Visitors filled The Orie sales gallery in Toa Payoh over the weekend (Image: Frasers Property)
With prices for private homes in Singapore up 2.3 percent on a quarterly basis in the last three months of 2024, Morgan Stanley says new cooling measures could be on the horizon if speculative purchases continue to amplify sales.
Robust take-ups at the city-state’s new project launches are being driven by a growing number of “would-be sub-sellers”, or speculative investors looking to buy a unit then cash out ahead of the home’s physical completion, the investment banking giant said in a research report.

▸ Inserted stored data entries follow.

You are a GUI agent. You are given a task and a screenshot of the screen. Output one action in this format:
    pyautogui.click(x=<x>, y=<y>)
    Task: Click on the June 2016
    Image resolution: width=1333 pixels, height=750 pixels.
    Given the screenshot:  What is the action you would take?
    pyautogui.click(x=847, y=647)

Sub-sale activity is rising and increasingly profitable, according to the report, with such deals averaging a 21 percent profit during 2023-24 against historical levels of 8 to 18 percent from 2016 to 2022. Sub-sales grew to 1,200 units a year during 2023-24, accounting for 7 percent of total transactions and tripling the 2016-22 levels of 400 units a year.
“We believe growing speculative buying activity at new launches has driven a spike in prices and could trigger fresh cooling measures,” said analysts at the Manhattan-based bank.
Past Is Prologue
Positive momentum in the housing market is likely to spill over into early 2025 after quarterly home price growth accelerated past 2 percent, according to Morgan Stanley.
URA chief executive Lim Eng Hwee (Image: URA)
The bank noted that each of the last three times quarterly home price growth in Singapore exceeded 3 percent – in December 2021, September 2022 and April 2023 – the government followed up by introducing new policies to curb price growth.
The most recent round of rules, which followed a 3.2 percent jump in home prices during the first quarter of 2023, saw the additional buyer’s stamp duty for non-resident foreigners buying a residential property hiked to 60 percent from 30 percent. Rates for home purchases made via entities and trusts were raised to 65 percent from 35 percent.
“New cooling measures will need to deter a growing pool of speculative buyers in order to be successful, in our view,” Morgan Stanley said, adding that any new measures would likelier involve raising seller’s stamp duties than hiking buyer’s stamp duties.
Sales Spike
Singapore fourth quarter upswing in home prices was backed by a 25 percent spike in private home purchases after an 11 percent quarterly decline in the previous three months. The bounceback marked the only quarterly rise in housing deals of 2024, according to the Urban Redevelopment Authority.
Analysts at property consultancies attributed the rebound in pricing and deal volume in the most recent quarter to declining interest rates and a recovering stock market.
“As interest rates started to fall with the US Federal Reserve announcing a 50-basis-point cut in September 2024 followed by 25-basis-point reductions in November and December, homebuyer activity in the new sales market swelled significantly in October and November 2024,” said Leonard Tay, head of research at Knight Frank Singapore.
According to Cushman & Wakefield, there were a total of 22 new launches — excluding the hybrid public-private executive condo segment — in 2024, with a total stock of 6,302 units. Some 57 percent of those projects were launched in the fourth quarter.
In 2025’s first major project launch, 8,000 visitors descended on The Orie sales gallery in north-central Singapore over the weekend to get a preview of the 777-unit joint development of CDL, Frasers Property and Sekisui House.
“Apart from being amongst the first residential launches in 2025, The Orie is also the first private residential launch in Toa Payoh since 2016,” said a representative for the consortium. “We are heartened by the enthusiastic interest, which reflects the attractiveness of homes in established residential estates.”